Now we're dangerous. Go into the original reviews.stream.html.twig template, copy both streams and paste them into our create block.

{% block create %}
<turbo-stream action="update" target="product-{{ product.id }}-quick-stats">
<template>
{{ include('product/_quickStats.html.twig') }}
</template>
</turbo-stream>
<turbo-stream action="append" target="product-{{ product.id }}-review-list">
<template>
{{ include('product/_review.html.twig', {
review: newReview,
isNew: true
}) }}
</template>
</turbo-stream>
{% endblock %}
// ... lines 17 - 25

Boom, done! We can now completely delete reviews.stream.html.twig. And inside of ProductController, we don't need to dispatch this update at all anymore. It will happen automatically when we create the Review. So I'll delete the Update, the $mercureHub argument... and if you want to get really crazy, you can clean up the unused use statements on top.

Finally, in _reviews.html.twig, we no longer need to listen to our original product-reviews topic.

The "entity" Variable

Testing time! go back, refresh... and publish a new review. Ah! Another 500 error? Let's check out what happened:

Variable product does not exist coming from Review.stream.html.twig.

Ah! So Apparently there is not a product variable that's passed to this template... which begs the question: what variables are passed to this template? When the Mercure Turbo library renders this template, it passes several variables. The most important - by far - is a variable called entity... which in this case will be set to the Review object. We can use that to fix our template.

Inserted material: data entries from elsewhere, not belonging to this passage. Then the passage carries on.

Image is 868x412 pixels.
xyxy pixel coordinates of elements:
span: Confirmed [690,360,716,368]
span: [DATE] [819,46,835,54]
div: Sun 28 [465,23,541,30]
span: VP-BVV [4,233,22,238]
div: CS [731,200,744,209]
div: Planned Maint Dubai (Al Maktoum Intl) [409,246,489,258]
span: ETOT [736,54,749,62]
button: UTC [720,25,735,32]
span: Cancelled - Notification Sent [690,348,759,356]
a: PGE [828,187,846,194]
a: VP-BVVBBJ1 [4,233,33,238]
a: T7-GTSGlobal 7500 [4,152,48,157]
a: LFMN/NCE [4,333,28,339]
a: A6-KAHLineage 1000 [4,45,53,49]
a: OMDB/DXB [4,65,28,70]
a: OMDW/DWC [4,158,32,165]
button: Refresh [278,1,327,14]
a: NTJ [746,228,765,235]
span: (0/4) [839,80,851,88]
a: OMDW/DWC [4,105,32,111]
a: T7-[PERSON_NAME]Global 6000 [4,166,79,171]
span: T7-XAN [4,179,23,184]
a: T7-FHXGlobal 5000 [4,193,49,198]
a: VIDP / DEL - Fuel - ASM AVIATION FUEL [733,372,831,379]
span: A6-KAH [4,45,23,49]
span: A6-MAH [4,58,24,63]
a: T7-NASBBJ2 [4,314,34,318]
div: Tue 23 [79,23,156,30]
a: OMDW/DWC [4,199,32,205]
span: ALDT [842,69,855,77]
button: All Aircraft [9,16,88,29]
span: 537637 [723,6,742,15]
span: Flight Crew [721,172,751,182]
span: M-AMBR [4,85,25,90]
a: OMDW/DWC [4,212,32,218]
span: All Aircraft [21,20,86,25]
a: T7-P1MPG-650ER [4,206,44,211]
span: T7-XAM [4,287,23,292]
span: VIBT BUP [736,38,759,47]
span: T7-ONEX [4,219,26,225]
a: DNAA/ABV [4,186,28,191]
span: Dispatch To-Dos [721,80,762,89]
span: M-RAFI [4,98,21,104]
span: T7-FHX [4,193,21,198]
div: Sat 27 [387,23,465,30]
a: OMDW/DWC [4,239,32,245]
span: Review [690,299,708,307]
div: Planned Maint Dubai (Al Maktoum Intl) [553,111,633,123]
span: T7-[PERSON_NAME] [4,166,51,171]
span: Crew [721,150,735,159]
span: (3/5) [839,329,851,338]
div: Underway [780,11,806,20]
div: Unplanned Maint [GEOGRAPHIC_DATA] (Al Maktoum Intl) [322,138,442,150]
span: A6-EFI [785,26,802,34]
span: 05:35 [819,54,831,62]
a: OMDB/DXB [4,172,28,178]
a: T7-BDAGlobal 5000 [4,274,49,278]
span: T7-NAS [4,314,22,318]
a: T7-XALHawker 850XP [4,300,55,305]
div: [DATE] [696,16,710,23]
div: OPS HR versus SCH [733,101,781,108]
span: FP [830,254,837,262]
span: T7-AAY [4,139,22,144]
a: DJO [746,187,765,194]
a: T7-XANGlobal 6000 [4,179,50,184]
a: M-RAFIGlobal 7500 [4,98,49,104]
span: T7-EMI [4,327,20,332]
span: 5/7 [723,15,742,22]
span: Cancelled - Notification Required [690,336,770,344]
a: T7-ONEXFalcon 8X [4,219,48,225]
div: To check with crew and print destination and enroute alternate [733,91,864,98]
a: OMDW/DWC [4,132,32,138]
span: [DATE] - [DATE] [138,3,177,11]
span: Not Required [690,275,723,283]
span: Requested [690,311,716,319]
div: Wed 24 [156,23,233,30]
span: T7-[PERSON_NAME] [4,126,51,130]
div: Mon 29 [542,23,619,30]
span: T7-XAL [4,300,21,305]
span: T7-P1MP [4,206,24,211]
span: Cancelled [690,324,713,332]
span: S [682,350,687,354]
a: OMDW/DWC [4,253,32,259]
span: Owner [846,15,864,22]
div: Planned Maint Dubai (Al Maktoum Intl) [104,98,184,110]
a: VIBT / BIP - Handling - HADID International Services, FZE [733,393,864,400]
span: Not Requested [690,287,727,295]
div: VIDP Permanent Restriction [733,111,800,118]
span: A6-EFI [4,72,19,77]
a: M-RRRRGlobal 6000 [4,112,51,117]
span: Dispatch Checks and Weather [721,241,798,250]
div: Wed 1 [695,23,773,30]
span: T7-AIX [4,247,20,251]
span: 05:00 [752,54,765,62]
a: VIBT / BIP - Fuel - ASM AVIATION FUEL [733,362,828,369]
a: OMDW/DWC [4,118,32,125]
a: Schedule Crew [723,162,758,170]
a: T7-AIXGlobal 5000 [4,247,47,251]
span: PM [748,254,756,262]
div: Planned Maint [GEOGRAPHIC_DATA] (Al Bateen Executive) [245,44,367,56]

So instead of product.id, we need entity.product.id. Do that in both places. And this template also needs a product variable... so pass that in set to entity.product. And down here, review is now entity.

{% block create %}
<turbo-stream action="update" target="product-{{ entity.product.id }}-quick-stats">
<template>
{{ include('product/_quickStats.html.twig', {
product: entity.product
}) }}
</template>
</turbo-stream>
<turbo-stream action="append" target="product-{{ entity.product.id }}-review-list">
<template>
{{ include('product/_review.html.twig', {
review: entity,
isNew: true
}) }}
</template>
</turbo-stream>
{% endblock %}
// ... lines 19 - 27

Hopefully that's everything. Close the error, refresh the page... and add a new review. If all goes well, this will have the same behavior as before. Submit. We got it! The new review loaded onto the page thanks to the stream! The quick stats area also updated. In the other tab, yup! The new review streamed here too!

The big difference now is that the stream update will be published no matter how a review was created.

Next, let's also instantly update every user's page whenever a review is changed or removed. I'll show you a review admin area that's been hiding on our site where we can watch this in real time.